SA 'probing ways to fight Aids'
2004-07-13 07:17
Willemien Brummer and Antoinette Pienaar
Bangkok - The deregistration of single doses of nevirapine does not spell the end of South Africa's programme to prevent mother-to-child transmission of HIV.
The department of health is already looking at an alternative and is working on various combinations of antiretroviral (ARV) medicines.
Sibani Mngadi, spokesperson for the minister of health, who is attending the 15th International Aids Conference in Bangkok, announced this on Monday.
"There is no way we can just stop a programme that has proved beneficial," he said, adding that the department was investigating alternative treatment options and that it was looking at what other countries did.
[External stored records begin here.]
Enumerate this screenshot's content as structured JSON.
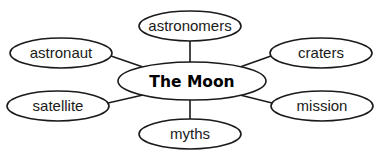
{
  "diagram": {
    "type": "concept-map",
    "center": {
      "label": "The Moon",
      "cx": 192,
      "cy": 81,
      "rx": 74,
      "ry": 19
    },
    "nodes": [
      {
        "label": "astronomers",
        "cx": 190,
        "cy": 26,
        "rx": 51,
        "ry": 15
      },
      {
        "label": "astronaut",
        "cx": 61,
        "cy": 53,
        "rx": 51,
        "ry": 15
      },
      {
        "label": "craters",
        "cx": 321,
        "cy": 53,
        "rx": 51,
        "ry": 15
      },
      {
        "label": "satellite",
        "cx": 58,
        "cy": 106,
        "rx": 51,
        "ry": 15
      },
      {
        "label": "mission",
        "cx": 322,
        "cy": 106,
        "rx": 51,
        "ry": 15
      },
      {
        "label": "myths",
        "cx": 190,
        "cy": 134,
        "rx": 51,
        "ry": 15
      }
    ],
    "colors": {
      "stroke": "#1a1a1a",
      "fill": "#ffffff",
      "text": "#1a1a1a"
    }
  }
}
It was reported from Cape Town that at a meeting on July 2, the Medicines Control Council had recommended that nevirapine and zidovudine (AZT), previously approved for monotherapy in mother-to-child cases, be used only in combination therapy.
The MCC said: "The approval of nevirapine as monotherapy for this indication, in April 2001, was conditional on monitoring of resistance and its impact on efficacy."
The MCC said significant numbers of mothers and babies built up resistance to nevirapine when exposed to it as a monotherapy to reduce the risk of the child contracting HIV from its mother during birth.